C.S.A.: The Confederate States of America (2004)
Running time: 90 minutes (1 hour, 30 minutes)
Not rated by the MPAA
WRITER/DIRECTOR: Kevin Willmott
PRODUCER: Rick Cowan
CINEMATOGRAPHER: Matt Jacobson
EDITORS: Sean Blake and David Gramly
COMEDY/DRAMA/HISTORICAL
Starring: Evamarii Johnson, Larry Peterson, Patti Van Slyke, and Rupert Pate
Writer/director Kevin Willmott’s blistering comedy, C.S.A.: The Confederate States of America, is a so-called “mockumenatry” (a mock documentary). Willmott (an assistant professor at the University of Kansas) puts forth a provocative vision in which the South (or the Confederacy or the Confederate States of America) won the Civil War (the War Between the States?), and slavery is still legal and liberals and free blacks have fled to Canada.
In this film within a film, a C.S.A. television station, Channel 6, decides to show the controversial British documentary, C.S.A., a documentary history of the Confederate States of America, which begins with the Civil War and ends in present day C.S.A. In between the documentary, the station broadcasts commercial advertisements for a number of products with racist brand names and logos and/or inherently racist in nature as they are geared towards pacifying slaves (including a prescription drug available from veterinarians, Contrari, which makes troublesome darkies docile). The C.S.A. documentary features archival footage of the capture of the disposed Union President Abraham Lincoln (in black face and on the run with Harriet Tubman), of the C.S.A. conquering Latin America and exporting its own brand of apartheid there, and of a C.S.A. alliance with Adolf Hitler, among other things.
The best-known “mockumentary” is probably This is… Spinal Tap. Christopher Guest, one of Spinal Tap’s co-creators, has also directed a trio of critically acclaimed mockumentaries including the recent Oscar-nominated A Mighty Wind (a fourth is due Fall 2006). Other examples of mockumentaries are CB4 and Fear of a Black Hat. While C.S.A.: The Confederate States of America is in the tradition of the aforementioned films, it more closely resembles two Robert K. Weiss-produced comedies, The Kentucky Fried Movie and Amazon Women on the Moon both in tone and in temperament. The alternative racial history aspect of C.S.A. is very much like some of pseudo-historical sketches from Dave Chappelle’s now-defunct Comedy Central series, “Chappelle’s Show,” like the one in which black Americans received reparations for slavery.
C.S.A. is, in the end, its own beast. Using humor, some of it relentlessly scathing and much of it surprisingly droll, Willmott comments on more than just race (read: skin color), racism, and race relations in the United States with the C.S.A. as an allegorical stand in. Willmott also discusses imperialism, war, greed, nationalist propaganda, crass commercialism, and ethnic and religious bigotry. Many of the racist products featured in the faux commercials are actual racist products from American history including the ones for the fried chicken franchise, Coon Chicken Inn, and the furniture polish, the Gold Dust Twins.
Keeping in mind what George Bernard Shaw said about using comedy to tell truths because it keeps the audience from killing the storyteller (which Willmott quotes at the beginning of this movie), Willmott exposes the ugly truths about bigotry, doing it all with a disarming sense of humor. Some people will automatically be defensive about this film (especially hypersensitive white Southerners), but this is simply an excellent political and social comedy. It stumbles a bit, and its low budget only occasionally hurts the movie. Still, C.S.A.: The Confederate States of America is an exceptional, offbeat film for those with a taste for black, bold and outspoken.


WHAT THE EXERCISE ASKS »
Wherever a picture appears, leave it out, and transcribe the rest of the records exactly.

EXERCISE MATERIAL »
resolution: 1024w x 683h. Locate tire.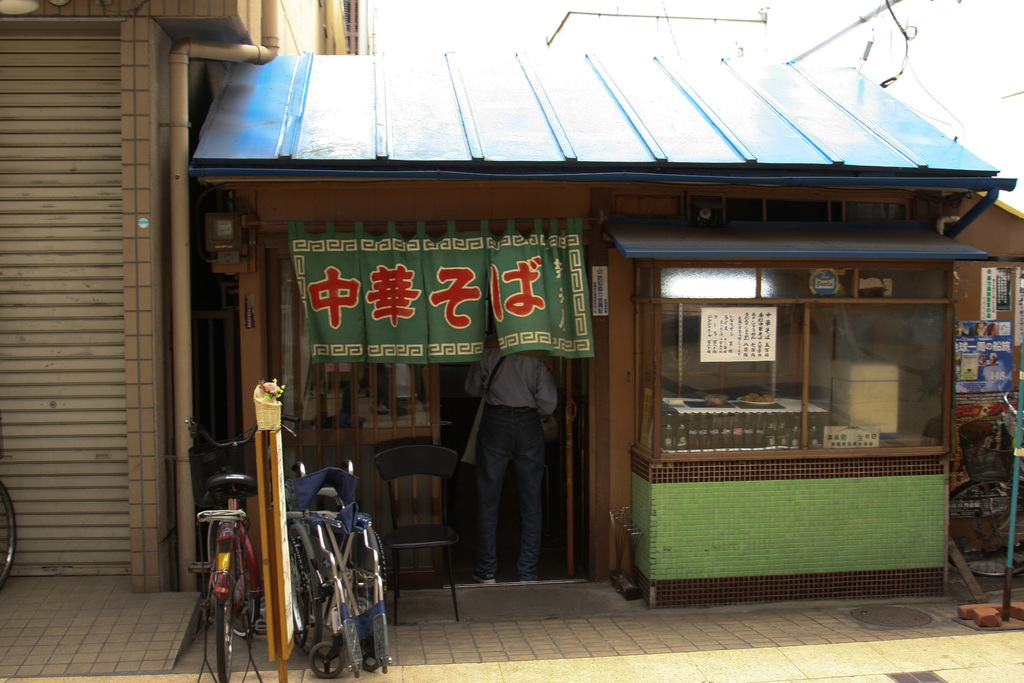
290/532/310/646.
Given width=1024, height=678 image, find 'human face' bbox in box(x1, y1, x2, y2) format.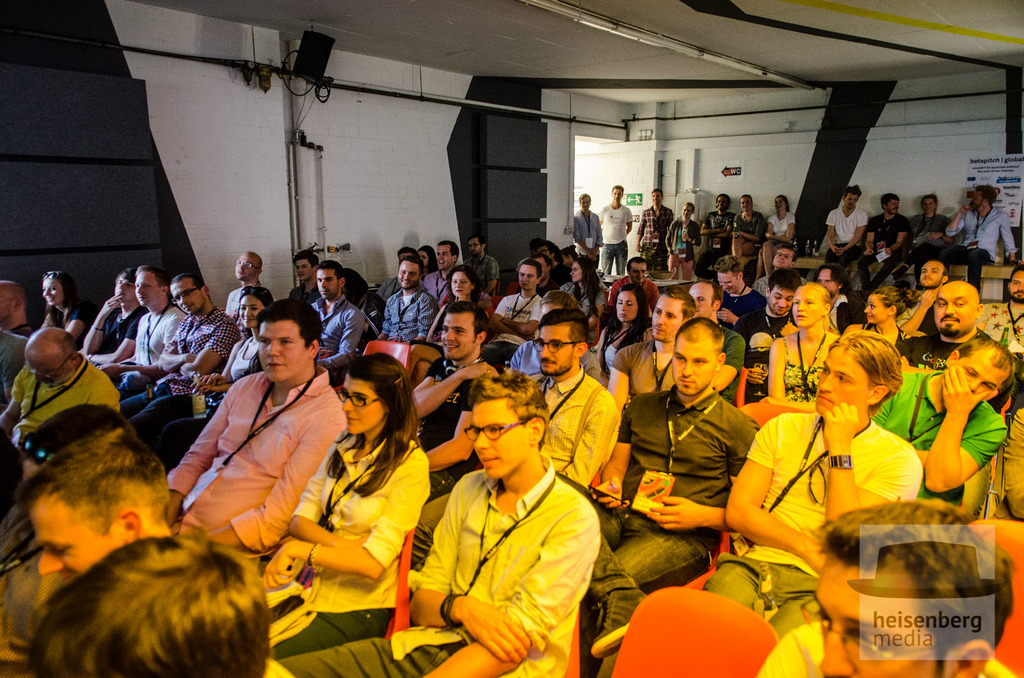
box(949, 356, 996, 397).
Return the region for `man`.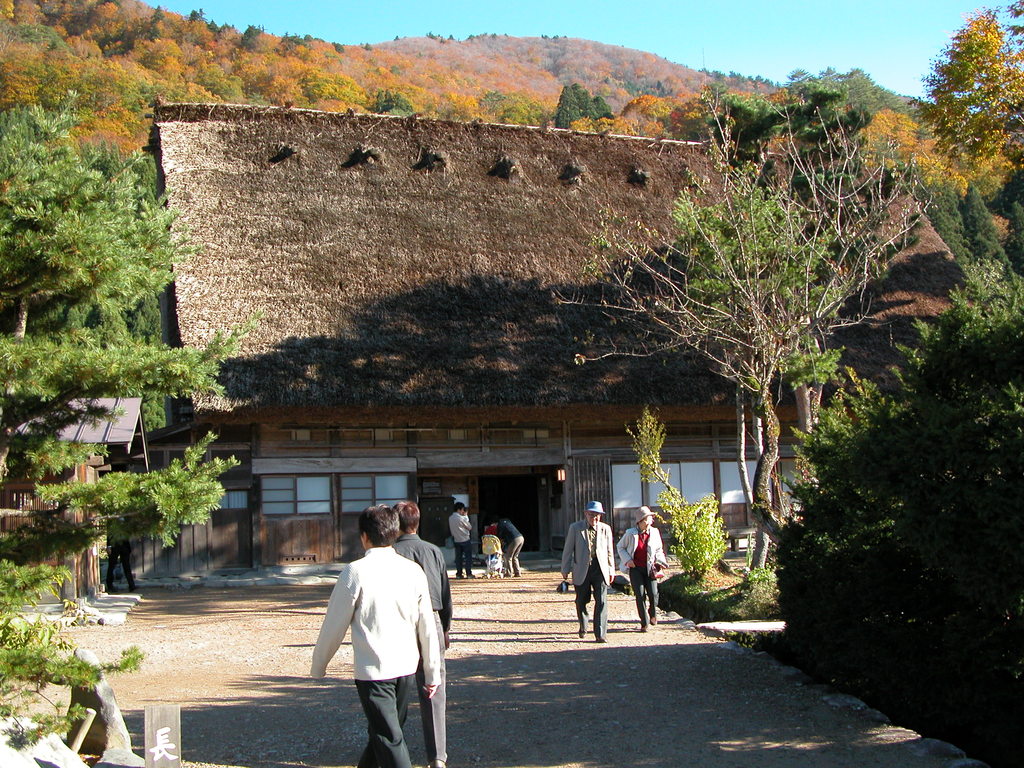
(left=439, top=502, right=470, bottom=566).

EXERCISE OUTPUT »
resolution: 1024w x 683h. Locate tire.
290/532/310/646.
Given width=1024, height=678 image, find 'human face' bbox in box(x1, y1, x2, y2) format.
box(949, 356, 996, 397).
Return the region for `man`.
(left=439, top=502, right=470, bottom=566).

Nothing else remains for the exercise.